Friday 23 March 2007

ELIOT COLEMAN EVENING

On Thursday evening an organic farmer from the USA gave a talk about.......well, an organic outlook on life, is how I would put it. Most of what he said can be read on the website:
http://www.fourseasonfarm.com/index.html. I have taken the liberty of extracting some snippets from the website to reprint here.

I have also copied this photo from the website's collection. Imagine farming in these snowy conditions. Evidently he does it very successfully. Easier than our extreme heat, I reckon. These plastic houses are movable - check out the website.

"Organic pioneers wrote and spoke about their realization that the farm is not a factory, but rather a human-managed microcosm of the natural world. Whether in forest or prairie, soil fertility in the natural world is maintained and renewed by the recycling of all plant and animal residues which create the organic matter in the soil. This recycling is a biological process, which means that the most important contributors to soil fertility are alive, and they are neither farmers nor fertilizer salesmen. They are the population of living creatures in the soil—whose life processes make the plant-food potential of the soil accessible to plants--and their food is organic matter.
The idea of a living soil nourished with organic matter also helps cast light on the difference between a natural and a chemical approach to soil fertility. To better convey this difference, I like to borrow two words from the ecology movement and refer to "deep" organic farming and "shallow" organic farming.

Deep-organic farmers, after rejecting agricultural chemicals, look for better ways to farm. Inspired by the elegance of nature's systems, they try to mimic the patterns of the natural world's soil-plant economy. The deep-organic pioneers learned that farming in partnership with the natural processes of soil organisms also makes allowance for the unknowns. The living systems of a truly fertile soil contain all sorts of yet-to-be discovered benefits for plants--and consequently for livestock and the humans who consume them.

Shallow-organic farmers, on the other hand, after rejecting agricultural chemicals, look for quick-fix inputs. Trapped in a belief that the natural world is inadequate, they end up mimicking the patterns of chemical agriculture. The difference in approach is a difference in life views. The shallow view regards the natural world as consisting of mostly inadequate, usually malevolent systems that must be modified and improved.


The idea that we could ever substitute a few soluble elements for a whole living system is a lot like thinking an intravenous needle could deliver a delicious meal.

How did deep get turned into shallow and good food revert to mediocre? It is a logical result in a world blind to the elegance of natural systems. Humans think in terms of more milk rather than exceptional milk, cheaper eggs not better eggs."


> What you will do
No pictures belong in the copy. Restate the rest of the data exactly.

[Records from a data source]
########################################

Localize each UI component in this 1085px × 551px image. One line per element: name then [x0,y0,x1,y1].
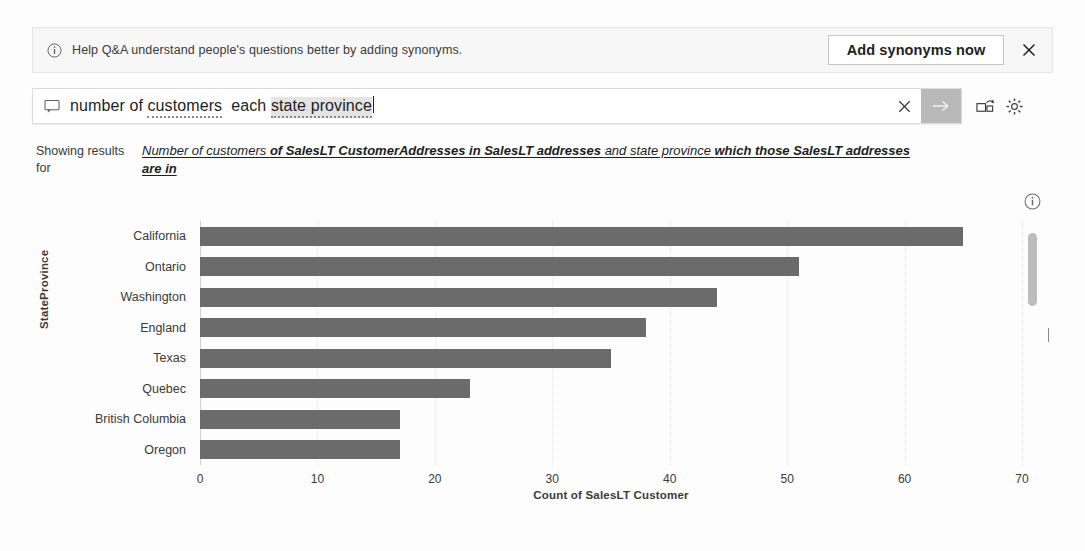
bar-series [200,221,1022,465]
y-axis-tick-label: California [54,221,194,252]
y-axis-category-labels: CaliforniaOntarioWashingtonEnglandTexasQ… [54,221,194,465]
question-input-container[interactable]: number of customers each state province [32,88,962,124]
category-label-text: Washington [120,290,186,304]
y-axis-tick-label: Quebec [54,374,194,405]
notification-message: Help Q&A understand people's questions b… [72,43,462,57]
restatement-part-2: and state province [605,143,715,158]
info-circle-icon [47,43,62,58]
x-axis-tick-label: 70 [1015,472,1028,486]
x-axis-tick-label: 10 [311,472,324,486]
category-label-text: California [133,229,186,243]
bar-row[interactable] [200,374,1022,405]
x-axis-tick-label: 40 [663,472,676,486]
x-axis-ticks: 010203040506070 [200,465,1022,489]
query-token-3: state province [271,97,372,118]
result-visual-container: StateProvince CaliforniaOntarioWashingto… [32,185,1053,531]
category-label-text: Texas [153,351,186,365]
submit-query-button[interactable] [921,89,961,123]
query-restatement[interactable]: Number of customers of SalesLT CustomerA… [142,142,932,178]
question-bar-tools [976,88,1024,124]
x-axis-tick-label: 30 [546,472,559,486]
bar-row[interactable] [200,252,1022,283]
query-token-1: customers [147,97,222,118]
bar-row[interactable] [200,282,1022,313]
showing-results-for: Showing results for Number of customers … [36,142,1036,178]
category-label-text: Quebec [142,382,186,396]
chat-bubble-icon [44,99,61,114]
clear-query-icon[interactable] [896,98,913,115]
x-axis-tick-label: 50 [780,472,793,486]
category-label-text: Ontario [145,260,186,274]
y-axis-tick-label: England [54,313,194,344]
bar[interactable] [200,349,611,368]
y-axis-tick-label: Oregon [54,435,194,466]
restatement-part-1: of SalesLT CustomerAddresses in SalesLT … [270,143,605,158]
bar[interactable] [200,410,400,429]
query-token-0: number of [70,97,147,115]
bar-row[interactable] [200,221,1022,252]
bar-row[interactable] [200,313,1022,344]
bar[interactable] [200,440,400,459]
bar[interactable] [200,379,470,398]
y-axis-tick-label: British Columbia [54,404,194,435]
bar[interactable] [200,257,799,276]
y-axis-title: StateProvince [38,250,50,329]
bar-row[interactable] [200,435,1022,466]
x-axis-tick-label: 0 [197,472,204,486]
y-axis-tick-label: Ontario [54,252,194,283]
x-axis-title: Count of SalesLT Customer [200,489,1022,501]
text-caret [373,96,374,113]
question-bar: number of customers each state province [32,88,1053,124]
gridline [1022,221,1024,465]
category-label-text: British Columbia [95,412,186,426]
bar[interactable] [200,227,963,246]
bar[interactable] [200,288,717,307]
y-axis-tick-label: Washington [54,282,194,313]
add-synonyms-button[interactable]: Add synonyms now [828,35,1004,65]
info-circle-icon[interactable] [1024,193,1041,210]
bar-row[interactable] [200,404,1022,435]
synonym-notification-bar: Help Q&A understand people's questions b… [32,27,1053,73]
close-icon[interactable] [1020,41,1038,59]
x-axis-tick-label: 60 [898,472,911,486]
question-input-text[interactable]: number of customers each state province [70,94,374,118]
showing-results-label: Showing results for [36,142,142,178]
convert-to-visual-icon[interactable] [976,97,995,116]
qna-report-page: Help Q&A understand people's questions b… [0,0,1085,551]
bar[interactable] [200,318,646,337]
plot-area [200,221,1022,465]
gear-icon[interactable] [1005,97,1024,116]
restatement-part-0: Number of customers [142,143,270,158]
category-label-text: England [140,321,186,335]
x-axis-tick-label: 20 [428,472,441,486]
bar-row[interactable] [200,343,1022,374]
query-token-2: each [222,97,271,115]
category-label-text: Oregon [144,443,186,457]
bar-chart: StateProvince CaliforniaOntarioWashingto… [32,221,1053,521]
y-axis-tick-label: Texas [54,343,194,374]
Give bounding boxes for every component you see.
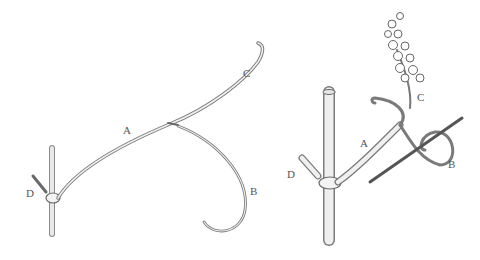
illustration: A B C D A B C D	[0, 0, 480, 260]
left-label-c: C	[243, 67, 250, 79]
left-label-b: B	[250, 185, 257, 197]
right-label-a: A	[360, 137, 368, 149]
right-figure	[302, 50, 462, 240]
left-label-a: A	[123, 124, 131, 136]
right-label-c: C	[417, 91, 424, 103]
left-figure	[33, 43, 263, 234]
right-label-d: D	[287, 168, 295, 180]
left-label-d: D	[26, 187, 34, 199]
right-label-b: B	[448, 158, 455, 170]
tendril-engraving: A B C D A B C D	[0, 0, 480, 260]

########################################

> Exercise answer
Localize each UI component in this 1085px × 551px image. One line per element: name then [x0,y0,x1,y1].
bar-series [200,221,1022,465]
y-axis-tick-label: California [54,221,194,252]
y-axis-category-labels: CaliforniaOntarioWashingtonEnglandTexasQ… [54,221,194,465]
question-input-container[interactable]: number of customers each state province [32,88,962,124]
category-label-text: Washington [120,290,186,304]
y-axis-tick-label: Quebec [54,374,194,405]
notification-message: Help Q&A understand people's questions b… [72,43,462,57]
restatement-part-2: and state province [605,143,715,158]
info-circle-icon [47,43,62,58]
x-axis-tick-label: 70 [1015,472,1028,486]
x-axis-tick-label: 10 [311,472,324,486]
category-label-text: California [133,229,186,243]
bar-row[interactable] [200,374,1022,405]
x-axis-tick-label: 40 [663,472,676,486]
x-axis-ticks: 010203040506070 [200,465,1022,489]
query-token-3: state province [271,97,372,118]
result-visual-container: StateProvince CaliforniaOntarioWashingto… [32,185,1053,531]
category-label-text: Texas [153,351,186,365]
submit-query-button[interactable] [921,89,961,123]
query-restatement[interactable]: Number of customers of SalesLT CustomerA… [142,142,932,178]
question-bar-tools [976,88,1024,124]
x-axis-tick-label: 30 [546,472,559,486]
bar-row[interactable] [200,252,1022,283]
query-token-1: customers [147,97,222,118]
bar-row[interactable] [200,282,1022,313]
showing-results-for: Showing results for Number of customers … [36,142,1036,178]
category-label-text: Quebec [142,382,186,396]
chat-bubble-icon [44,99,61,114]
clear-query-icon[interactable] [896,98,913,115]
x-axis-tick-label: 50 [780,472,793,486]
category-label-text: Ontario [145,260,186,274]
y-axis-tick-label: England [54,313,194,344]
bar[interactable] [200,349,611,368]
y-axis-tick-label: Oregon [54,435,194,466]
restatement-part-1: of SalesLT CustomerAddresses in SalesLT … [270,143,605,158]
bar[interactable] [200,410,400,429]
query-token-0: number of [70,97,147,115]
bar-row[interactable] [200,221,1022,252]
bar-row[interactable] [200,313,1022,344]
bar[interactable] [200,440,400,459]
bar[interactable] [200,379,470,398]
y-axis-tick-label: British Columbia [54,404,194,435]
bar[interactable] [200,257,799,276]
y-axis-title: StateProvince [38,250,50,329]
bar-row[interactable] [200,435,1022,466]
x-axis-tick-label: 0 [197,472,204,486]
y-axis-tick-label: Ontario [54,252,194,283]
x-axis-title: Count of SalesLT Customer [200,489,1022,501]
text-caret [373,96,374,113]
question-bar: number of customers each state province [32,88,1053,124]
gridline [1022,221,1024,465]
category-label-text: British Columbia [95,412,186,426]
bar[interactable] [200,227,963,246]
bar[interactable] [200,288,717,307]
y-axis-tick-label: Washington [54,282,194,313]
add-synonyms-button[interactable]: Add synonyms now [828,35,1004,65]
info-circle-icon[interactable] [1024,193,1041,210]
bar-row[interactable] [200,404,1022,435]
synonym-notification-bar: Help Q&A understand people's questions b… [32,27,1053,73]
close-icon[interactable] [1020,41,1038,59]
x-axis-tick-label: 60 [898,472,911,486]
question-input-text[interactable]: number of customers each state province [70,94,374,118]
showing-results-label: Showing results for [36,142,142,178]
convert-to-visual-icon[interactable] [976,97,995,116]
qna-report-page: Help Q&A understand people's questions b… [0,0,1085,551]
bar[interactable] [200,318,646,337]
plot-area [200,221,1022,465]
gear-icon[interactable] [1005,97,1024,116]
restatement-part-0: Number of customers [142,143,270,158]
category-label-text: England [140,321,186,335]
x-axis-tick-label: 20 [428,472,441,486]
bar-row[interactable] [200,343,1022,374]
query-token-2: each [222,97,271,115]
category-label-text: Oregon [144,443,186,457]
bar-chart: StateProvince CaliforniaOntarioWashingto… [32,221,1053,521]
y-axis-tick-label: Texas [54,343,194,374]
Give bounding boxes for every component you see.
illustration: A B C D A B C D	[0, 0, 480, 260]
left-label-c: C	[243, 67, 250, 79]
left-label-b: B	[250, 185, 257, 197]
right-label-a: A	[360, 137, 368, 149]
right-figure	[302, 50, 462, 240]
left-label-a: A	[123, 124, 131, 136]
right-label-c: C	[417, 91, 424, 103]
left-figure	[33, 43, 263, 234]
right-label-d: D	[287, 168, 295, 180]
left-label-d: D	[26, 187, 34, 199]
right-label-b: B	[448, 158, 455, 170]
tendril-engraving: A B C D A B C D	[0, 0, 480, 260]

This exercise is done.